Oh, and my favourite. Help is the frontmost window, so you close it by
typing cmd-W. Oops! Where's my document? But not always. The only safe
way is to find your mouse.
Oh, do not get me started on the nightmare of Apple's help, which, yes,
makes Word's help look good.
OS X 10.4.6 was supposed to speed it up. I'll test it when I next have
a stop-watch^h^h^hcalendar
 
D

Daiya Mitchell

Err. Mine is more broken than yours. Here, I slide the scroll bar OK
with the rodent, but the text won't move till I let go the mouse,
whereupon it scrolls to god knows where.

No, I was just guessing at what you could be complaining about, as I've
never noticed a problem.

And yes, now that I try dragging the scroll bar, I see what you see. But
moving the mouse over the help window and rolling the scroll wheel (which is
easier anyhow) works great. Ain't it grand?
Oh, and my favourite. Help is the frontmost window, so you close it by
typing cmd-W. Oops! Where's my document? But not always. The only safe
way is to find your mouse.

Drives me mad, also with Apple's palettes. I did put in a complaint about
that one to MS.

Daiya
 
C

CyberTaz

...and the scroll bar in Help still does not work properly.

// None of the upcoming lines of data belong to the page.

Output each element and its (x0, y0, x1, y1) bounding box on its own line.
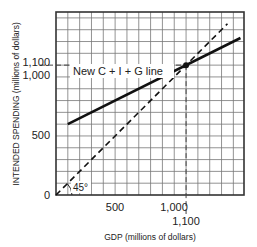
cig-line-label: New C + I + G line (73, 65, 163, 77)
chart-svg: New C + I + G line 45° 1,100 1,000 500 0… (0, 0, 257, 247)
x-tick-1000: 1,000 (160, 201, 188, 213)
y-tick-1000: 1,000 (22, 69, 50, 81)
y-tick-0: 0 (44, 189, 50, 201)
equilibrium-point (183, 62, 189, 68)
plot-frame (56, 12, 244, 195)
y-tick-500: 500 (32, 129, 50, 141)
x-tick-1100: 1,100 (172, 215, 200, 227)
grid (56, 12, 244, 195)
y-tick-1100: 1,100 (22, 56, 50, 68)
x-tick-500: 500 (106, 201, 124, 213)
forty-five-degree-line (56, 24, 227, 195)
cig-line (68, 38, 241, 124)
y-axis-label: INTENDED SPENDING (millions of dollars) (11, 22, 21, 186)
angle-label: 45° (73, 182, 88, 193)
x-axis-label: GDP (millions of dollars) (104, 232, 196, 242)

A major annoyance here as well... I'm there for info, *not* to play 'Let's
Make A Deal'. I've come to rely on a) stretching the window & b) using the
uppydowny buttons at the bottom end of the curse bar because...

doesn't consistently provide the intended effect in far too many scroll
zones. If only the industry would 'standardize' on the 'standards' - at
least within *the same* program [sigh].
 
J

John McGhie [MVP - Word and Word Macintosh]

Back atcha...

Modern applications set the help in html and let you fang through it in
your browser.

Yes. I know.... *Microsoft* HTML Help format, to be precise. As is
Microsoft's. Everywhere EXCEPT the Mac, where Apple decided to do its help
in PDF, and Microsoft decided to be good Mac citizens and comply...

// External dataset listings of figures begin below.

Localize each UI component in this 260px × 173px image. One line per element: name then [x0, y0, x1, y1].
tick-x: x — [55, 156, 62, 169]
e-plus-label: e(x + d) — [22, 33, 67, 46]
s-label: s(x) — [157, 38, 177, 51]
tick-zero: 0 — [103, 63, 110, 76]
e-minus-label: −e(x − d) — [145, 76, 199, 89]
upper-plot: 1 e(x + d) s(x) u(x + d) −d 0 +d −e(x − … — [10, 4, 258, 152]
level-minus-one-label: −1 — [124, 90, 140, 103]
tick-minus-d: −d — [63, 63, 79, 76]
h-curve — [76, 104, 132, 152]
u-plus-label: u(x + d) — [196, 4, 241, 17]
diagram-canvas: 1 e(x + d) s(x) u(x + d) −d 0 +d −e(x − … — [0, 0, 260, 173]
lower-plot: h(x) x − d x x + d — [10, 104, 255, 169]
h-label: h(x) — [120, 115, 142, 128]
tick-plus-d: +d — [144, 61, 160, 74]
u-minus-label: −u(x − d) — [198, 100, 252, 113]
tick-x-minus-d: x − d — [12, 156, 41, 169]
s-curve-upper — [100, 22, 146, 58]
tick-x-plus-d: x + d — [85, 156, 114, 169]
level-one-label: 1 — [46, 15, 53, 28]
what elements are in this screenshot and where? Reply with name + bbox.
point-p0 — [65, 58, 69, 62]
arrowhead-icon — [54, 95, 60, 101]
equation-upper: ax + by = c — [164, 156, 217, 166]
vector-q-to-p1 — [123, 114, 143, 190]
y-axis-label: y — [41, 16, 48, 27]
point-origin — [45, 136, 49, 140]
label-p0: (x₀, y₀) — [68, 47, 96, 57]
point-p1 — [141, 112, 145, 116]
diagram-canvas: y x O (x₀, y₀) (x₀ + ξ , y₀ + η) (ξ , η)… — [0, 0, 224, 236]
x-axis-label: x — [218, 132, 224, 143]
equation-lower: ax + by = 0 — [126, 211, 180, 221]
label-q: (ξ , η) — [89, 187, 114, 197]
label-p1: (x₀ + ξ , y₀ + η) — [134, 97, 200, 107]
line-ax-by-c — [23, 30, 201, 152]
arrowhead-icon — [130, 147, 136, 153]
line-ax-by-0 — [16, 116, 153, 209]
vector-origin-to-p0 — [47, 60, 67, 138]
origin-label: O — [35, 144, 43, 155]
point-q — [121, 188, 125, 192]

I am rather hoping they will blow off this silliness in the next version :)

Cheers

--

Please reply to the newsgroup to maintain the thread. Please do not email
me unless I ask you to.

John McGhie <[email protected]>
Microsoft MVP, Word and Word for Macintosh. Consultant Technical Writer
Sydney, Australia +61 (0) 4 1209 1410
 
E

Elliott Roper

John McGhie [MVP - Word said:
Back atcha...

Modern applications set the help in html and let you fang through it in
your browser.

Yes. I know.... *Microsoft* HTML Help format, to be precise. As is
Microsoft's. Everywhere EXCEPT the Mac, where Apple decided to do its help
in PDF, and Microsoft decided to be good Mac citizens and comply...

I am rather hoping they will blow off this silliness in the next version :)

There's a freeware program I use, called "Tubby", which does a fabulous
job of converting .chm files to ordinary HTML. - making a mini-site
whiich also spotlight indexable. In seconds!
http://mikebultrowicz.com/tubby/
It is way better than the chm viewers available.